Wednesday, October 01, 2008

Biology and Philosophy 101 for the lower 48

If you are grown up enough to make salutary use of news which is humbling and sobering, then Mr. Darwin's notion is as personally tonic as it is powerfully explanatory of biodiversity. It invites you to reflect that all human history is but our moment on stage in a plot with an infinite chain of murderers being murdered. You cannot begin to count the designs which seemed invincible in their time and then, cued by a change in the weather, became mere stony clues for us to study.

The "for us" part you may question, but only in Philosophy 101. The notion can't possibly care or have favorites. The notion itself you may take as good reason to leave any god out of the picture or as reason to conclude that god finds the unprepared unnecessary and stasis boring as hell. The notion does not care what you think about questions of its authorship or purpose. You have no factual refutation of the notion, even if you are from Alaska.

You would expect folks who can handle life in Alaska to regard people in the warmer 49 states as weaklings, good for a tourist dollar but full of useless advice. One way they show their disdain for our opinions is by the kind of politicians they send down here. I certainly don't believe everyone in Alaska is an idiot or a corrupt bumpkin, but what a harsh sense of humor they must have to rid themselves of the feeble minded by electing them to office and sending them away to Washington for the rest of us to scrutinize.

1 comment:

Amy said...

I got to live in Alaska for about a year (cumulatively) as a teenager. I was only in Anchorage, in the relatively tame south (where being mauled by a bear was still a distinct possibility if you were foolish, and spring was noted more for corpses washing up into backyards than daffodils), but I did a full winter and I think that counts.

Anyway, the city struck me as a really strange mix of people, a quality that doesn't quite come across if you haven't been there. Most of the people I knew were what I've now come to recognize as Pacific Northwesterners, albeit of a somewhat extreme variety. There were a lot of hippie types who'd come to Alaska to escape things Outside, and they stayed because they genuinely loved the place.

But it's not the kind of place that many people can tolerate for long. So just as much of the population was made up of oil execs and military people who were there for a few years to rake in some cash before heading home, wherever that was. They had very little investment in the state or in their city, much less their neighborhood, and a lot invested in making as much cash as humanly possible in the short time they intended to stay.

And when you understand that, the political scene up there starts to make more sense.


TASK TO CARRY OUT: Write the entries out again exactly; any picture among them gets left out.

________________________

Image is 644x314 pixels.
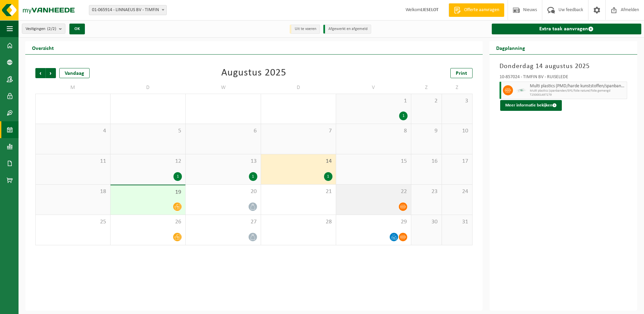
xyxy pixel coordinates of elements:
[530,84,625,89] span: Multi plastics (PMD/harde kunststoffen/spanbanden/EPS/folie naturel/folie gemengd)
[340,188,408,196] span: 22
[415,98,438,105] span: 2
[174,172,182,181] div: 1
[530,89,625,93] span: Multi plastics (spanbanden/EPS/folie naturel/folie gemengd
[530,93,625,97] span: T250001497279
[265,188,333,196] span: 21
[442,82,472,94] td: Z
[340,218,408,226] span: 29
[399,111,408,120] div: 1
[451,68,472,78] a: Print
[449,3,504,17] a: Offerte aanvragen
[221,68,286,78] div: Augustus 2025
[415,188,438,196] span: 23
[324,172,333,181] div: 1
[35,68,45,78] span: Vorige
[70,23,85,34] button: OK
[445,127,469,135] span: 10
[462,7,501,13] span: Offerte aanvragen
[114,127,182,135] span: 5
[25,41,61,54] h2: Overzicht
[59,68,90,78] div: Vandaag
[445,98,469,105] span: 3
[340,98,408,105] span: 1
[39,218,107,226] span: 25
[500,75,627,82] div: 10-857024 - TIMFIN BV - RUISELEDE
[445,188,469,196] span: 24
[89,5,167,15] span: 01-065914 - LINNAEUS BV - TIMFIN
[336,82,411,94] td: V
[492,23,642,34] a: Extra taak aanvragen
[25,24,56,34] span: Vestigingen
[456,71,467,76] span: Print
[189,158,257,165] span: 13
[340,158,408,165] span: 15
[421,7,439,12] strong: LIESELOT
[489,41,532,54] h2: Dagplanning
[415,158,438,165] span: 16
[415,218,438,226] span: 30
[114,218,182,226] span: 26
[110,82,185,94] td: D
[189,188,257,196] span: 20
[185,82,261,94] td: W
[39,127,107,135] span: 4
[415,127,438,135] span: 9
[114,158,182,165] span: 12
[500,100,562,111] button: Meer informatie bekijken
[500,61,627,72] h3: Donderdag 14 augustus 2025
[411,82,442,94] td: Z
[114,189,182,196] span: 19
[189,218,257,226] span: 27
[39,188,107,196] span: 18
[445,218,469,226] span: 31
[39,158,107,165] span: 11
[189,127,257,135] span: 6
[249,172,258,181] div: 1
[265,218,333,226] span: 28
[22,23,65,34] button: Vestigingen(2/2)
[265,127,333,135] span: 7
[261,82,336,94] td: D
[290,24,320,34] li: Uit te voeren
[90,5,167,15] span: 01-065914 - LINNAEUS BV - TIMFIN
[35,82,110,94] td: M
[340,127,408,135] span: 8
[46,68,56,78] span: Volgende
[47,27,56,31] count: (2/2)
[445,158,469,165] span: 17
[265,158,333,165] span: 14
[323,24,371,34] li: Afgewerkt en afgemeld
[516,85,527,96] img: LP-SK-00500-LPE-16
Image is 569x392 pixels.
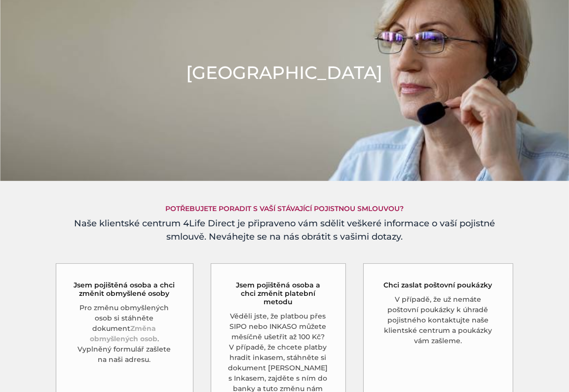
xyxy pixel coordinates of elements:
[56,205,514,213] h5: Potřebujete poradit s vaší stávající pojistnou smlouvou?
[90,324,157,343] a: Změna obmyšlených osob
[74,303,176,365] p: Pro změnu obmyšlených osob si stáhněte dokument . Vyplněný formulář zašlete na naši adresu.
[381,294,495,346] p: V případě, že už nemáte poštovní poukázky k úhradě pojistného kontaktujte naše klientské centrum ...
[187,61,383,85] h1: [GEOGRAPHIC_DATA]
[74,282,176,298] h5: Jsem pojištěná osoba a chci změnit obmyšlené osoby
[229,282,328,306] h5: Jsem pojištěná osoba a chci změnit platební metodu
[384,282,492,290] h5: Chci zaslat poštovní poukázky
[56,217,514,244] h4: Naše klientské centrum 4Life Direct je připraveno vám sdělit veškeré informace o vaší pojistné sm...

________________________

EXERCISE SOLUTION:
Image is 644x314 pixels.
xyxy pixel coordinates of elements:
[530,84,625,89] span: Multi plastics (PMD/harde kunststoffen/spanbanden/EPS/folie naturel/folie gemengd)
[340,188,408,196] span: 22
[415,98,438,105] span: 2
[174,172,182,181] div: 1
[530,89,625,93] span: Multi plastics (spanbanden/EPS/folie naturel/folie gemengd
[530,93,625,97] span: T250001497279
[265,188,333,196] span: 21
[442,82,472,94] td: Z
[340,218,408,226] span: 29
[399,111,408,120] div: 1
[451,68,472,78] a: Print
[449,3,504,17] a: Offerte aanvragen
[221,68,286,78] div: Augustus 2025
[415,188,438,196] span: 23
[324,172,333,181] div: 1
[35,68,45,78] span: Vorige
[70,23,85,34] button: OK
[445,127,469,135] span: 10
[462,7,501,13] span: Offerte aanvragen
[114,127,182,135] span: 5
[25,41,61,54] h2: Overzicht
[59,68,90,78] div: Vandaag
[445,98,469,105] span: 3
[340,98,408,105] span: 1
[39,218,107,226] span: 25
[500,75,627,82] div: 10-857024 - TIMFIN BV - RUISELEDE
[445,188,469,196] span: 24
[89,5,167,15] span: 01-065914 - LINNAEUS BV - TIMFIN
[336,82,411,94] td: V
[492,23,642,34] a: Extra taak aanvragen
[25,24,56,34] span: Vestigingen
[456,71,467,76] span: Print
[189,158,257,165] span: 13
[340,158,408,165] span: 15
[421,7,439,12] strong: LIESELOT
[489,41,532,54] h2: Dagplanning
[415,158,438,165] span: 16
[415,218,438,226] span: 30
[114,218,182,226] span: 26
[110,82,185,94] td: D
[189,188,257,196] span: 20
[185,82,261,94] td: W
[39,127,107,135] span: 4
[415,127,438,135] span: 9
[114,158,182,165] span: 12
[500,100,562,111] button: Meer informatie bekijken
[500,61,627,72] h3: Donderdag 14 augustus 2025
[411,82,442,94] td: Z
[114,189,182,196] span: 19
[189,218,257,226] span: 27
[39,188,107,196] span: 18
[445,218,469,226] span: 31
[39,158,107,165] span: 11
[189,127,257,135] span: 6
[249,172,258,181] div: 1
[265,218,333,226] span: 28
[22,23,65,34] button: Vestigingen(2/2)
[265,127,333,135] span: 7
[261,82,336,94] td: D
[290,24,320,34] li: Uit te voeren
[90,5,167,15] span: 01-065914 - LINNAEUS BV - TIMFIN
[35,82,110,94] td: M
[340,127,408,135] span: 8
[46,68,56,78] span: Volgende
[47,27,56,31] count: (2/2)
[445,158,469,165] span: 17
[265,158,333,165] span: 14
[323,24,371,34] li: Afgewerkt en afgemeld
[516,85,527,96] img: LP-SK-00500-LPE-16
Image is 569x392 pixels.
xyxy pixel coordinates of elements:
[56,205,514,213] h5: Potřebujete poradit s vaší stávající pojistnou smlouvou?
[90,324,157,343] a: Změna obmyšlených osob
[74,303,176,365] p: Pro změnu obmyšlených osob si stáhněte dokument . Vyplněný formulář zašlete na naši adresu.
[381,294,495,346] p: V případě, že už nemáte poštovní poukázky k úhradě pojistného kontaktujte naše klientské centrum ...
[187,61,383,85] h1: [GEOGRAPHIC_DATA]
[74,282,176,298] h5: Jsem pojištěná osoba a chci změnit obmyšlené osoby
[229,282,328,306] h5: Jsem pojištěná osoba a chci změnit platební metodu
[384,282,492,290] h5: Chci zaslat poštovní poukázky
[56,217,514,244] h4: Naše klientské centrum 4Life Direct je připraveno vám sdělit veškeré informace o vaší pojistné sm...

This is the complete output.